Optimize performance with intelligent caching:
from functools import lru_cache
from myspellchecker.algorithms.pos_tagger_transformer import TransformerPOSTagger

class CachedTransformerTagger(TransformerPOSTagger):
    def __init__(self, *args, cache_size=10000, **kwargs):
        super().__init__(*args, **kwargs)
        self._setup_cache(cache_size)

    def _setup_cache(self, cache_size):
        self._tag_word_cached = lru_cache(maxsize=cache_size)(
            super().tag_word
        )

    def tag_word(self, word: str) -> str:
        return self._tag_word_cached(word)

# Usage - 10x speedup for repeated words
tagger = CachedTransformerTagger(cache_size=50000)

Acknowledgments

Transformer POS Model

The default transformer-based POS tagger uses the myanmar-pos-model by Chuu Htet Naing:
AttributeValue
Modelchuuhtetnaing/myanmar-pos-model
AuthorChuu Htet Naing
Base ModelXLM-RoBERTa
Accuracy93.37%
F1 Score92.24%
LicensePlease refer to the model’s Hugging Face page for license information
This model was trained specifically for Myanmar/Burmese Part-of-Speech tagging and provides state-of-the-art accuracy for the language.
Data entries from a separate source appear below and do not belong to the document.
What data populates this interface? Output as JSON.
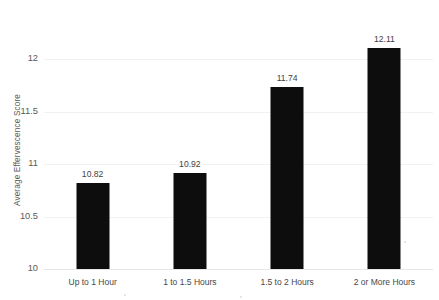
{
  "chart_data": {
    "type": "bar",
    "title": "",
    "xlabel": "",
    "ylabel": "Average Effervescence Score",
    "categories": [
      "Up to 1 Hour",
      "1 to 1.5 Hours",
      "1.5 to 2 Hours",
      "2 or More Hours"
    ],
    "values": [
      10.82,
      10.92,
      11.74,
      12.11
    ],
    "value_labels": [
      "10.82",
      "10.92",
      "11.74",
      "12.11"
    ],
    "ylim": [
      10,
      12.25
    ],
    "y_ticks": [
      10,
      10.5,
      11,
      11.5,
      12
    ],
    "y_tick_labels": [
      "10",
      "10.5",
      "11",
      "11.5",
      "12"
    ],
    "grid": "horizontal",
    "legend": "none",
    "bar_color": "#0d0d0d",
    "gridline_color": "#f2f2f2",
    "background_color": "#ffffff",
    "text_color": "#4d4d4d"
  }
}
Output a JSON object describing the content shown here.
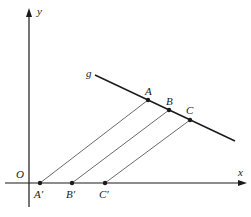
{
  "diagram": {
    "type": "parallel-projection",
    "axes": {
      "origin_label": "O",
      "x_label": "x",
      "y_label": "y"
    },
    "line": {
      "label": "g",
      "from": [
        95,
        75
      ],
      "to": [
        235,
        141
      ]
    },
    "points_on_g": [
      {
        "label": "A",
        "pos": [
          148,
          100
        ]
      },
      {
        "label": "B",
        "pos": [
          169,
          110
        ]
      },
      {
        "label": "C",
        "pos": [
          190,
          120
        ]
      }
    ],
    "projected_points": [
      {
        "label": "A′",
        "pos": [
          40,
          183
        ]
      },
      {
        "label": "B′",
        "pos": [
          72,
          183
        ]
      },
      {
        "label": "C′",
        "pos": [
          105,
          183
        ]
      }
    ],
    "colors": {
      "ink": "#1a1a1a",
      "thin_line": "#444444"
    }
  }
}
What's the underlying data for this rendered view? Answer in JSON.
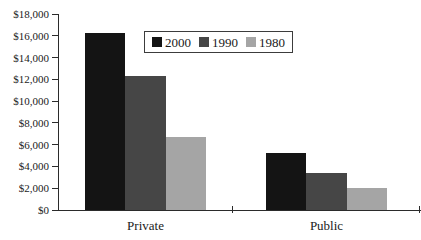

Citation: If you use the transformer POS tagger in your research, please cite the original model:
@misc{chuuhtetnaing-myanmar-pos,
  author = {Chuu Htet Naing},
  title = {Myanmar POS Model},
  year = {2024},
  publisher = {Hugging Face},
  url = {https://huggingface.co/chuuhtetnaing/myanmar-pos-model}
}
We express our gratitude to Chuu Htet Naing for making this model publicly available, which significantly enhances the accuracy of Myanmar language processing in mySpellChecker.